Stratollites Show Promise For Southern Command

Stratollites
Credit: World View

U.S. Southern Command is looking for new technologies that can provide long-endurance, wide-area surveillance over maritime and littoral areas and that can transition into a program of record, Adm. Craig Faller said Dec. 2. 

High-altitude balloons, also known as stratollites, and unattended ocean sensors are among the candidates to augment the handful of intelligence-gathering aircraft operated by the command in Latin America, Faller said during a virtual meeting of the Defense Writers Group. 

“That’s very expensive flight hours on some of the high-end aircraft,” Faller said. “What we need, I think, is longer-dwell, innovative-type of technologies with unmanned platforms on the sea or above the sea.”

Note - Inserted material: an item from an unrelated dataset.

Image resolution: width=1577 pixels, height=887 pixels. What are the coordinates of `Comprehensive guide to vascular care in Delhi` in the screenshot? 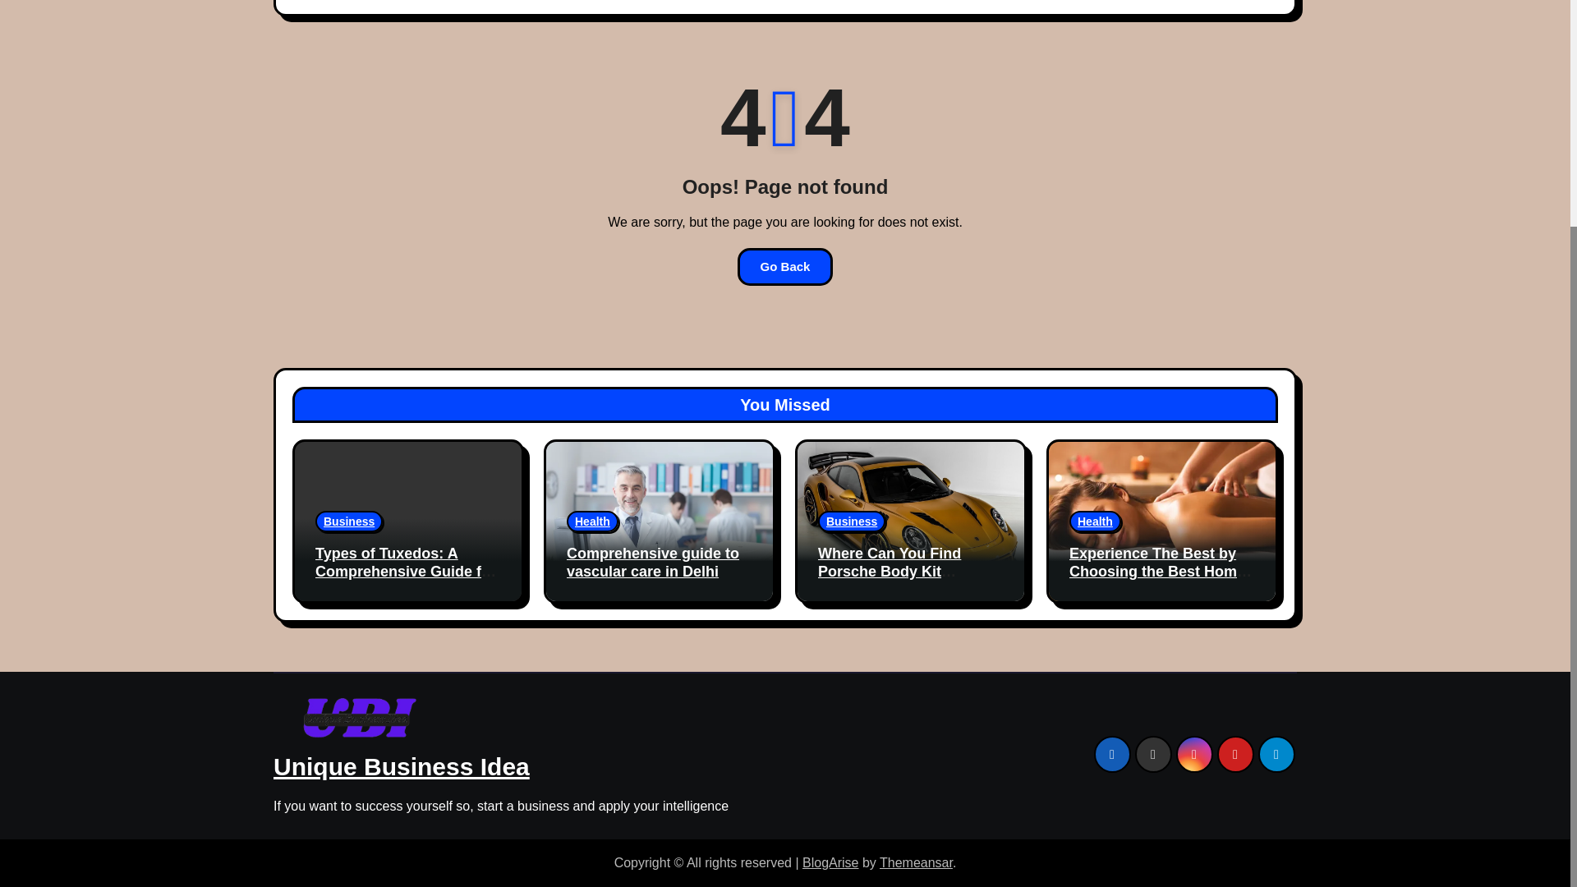 It's located at (652, 563).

In 2017, Adm. Kurt Tidd, who was Faller’s predecessor, introduced the possibility of operating stratollites over maritime areas in the command’s area of responsibility, which includes the Eastern Pacific, Caribbean Sea and South Atlantic. 

“We’ll soon launch the first test flight of a ‘stratollite’—a balloon operating in the stratosphere,” Tidd said during a keynote address of the GEOINT Symposium in June 2017. 

Two years later, Southern Command may have followed up on those tests. A license application filed by Sierra Nevada in 2019 with the Federal Communications Commission sought permission to perform a series of stratollite flight tests with a synthetic aperture radar and a mesh networking radio. 

The capabilities shown by stratollites in such Applied Concept Technology Demonstrations funded by Southern Command have impressed so far, Faller said. 

“I think there’s a real future in that,” he said. 

Southern Command is among several military organizations that may seek to leverage the high-altitude balloon technology demonstrated by Google’s Project Loon and Arizona-based start-up World View. 

In early November, the U.S. Army’s Intelligence, Electronic Warfare and Sensors office published a graphic during an Industry Day that showed a concept for using high-altitude balloons to peer deep behind enemy lines and release swarms of small unmanned aircraft systems and unattended ground sensors. The same high-altitude balloons would then relay sensor data collected by those systems back to friendly forces with long-range artillery. 

NATO’s high-altitude, balloon-borne synthetic aperture radar program is also experimenting with the stratollite concept, with assistance from the University of New South Wales in Australia.
 

Steve Trimble

Steve covers military aviation, missiles and space for the Aviation Week Network, based in Washington DC.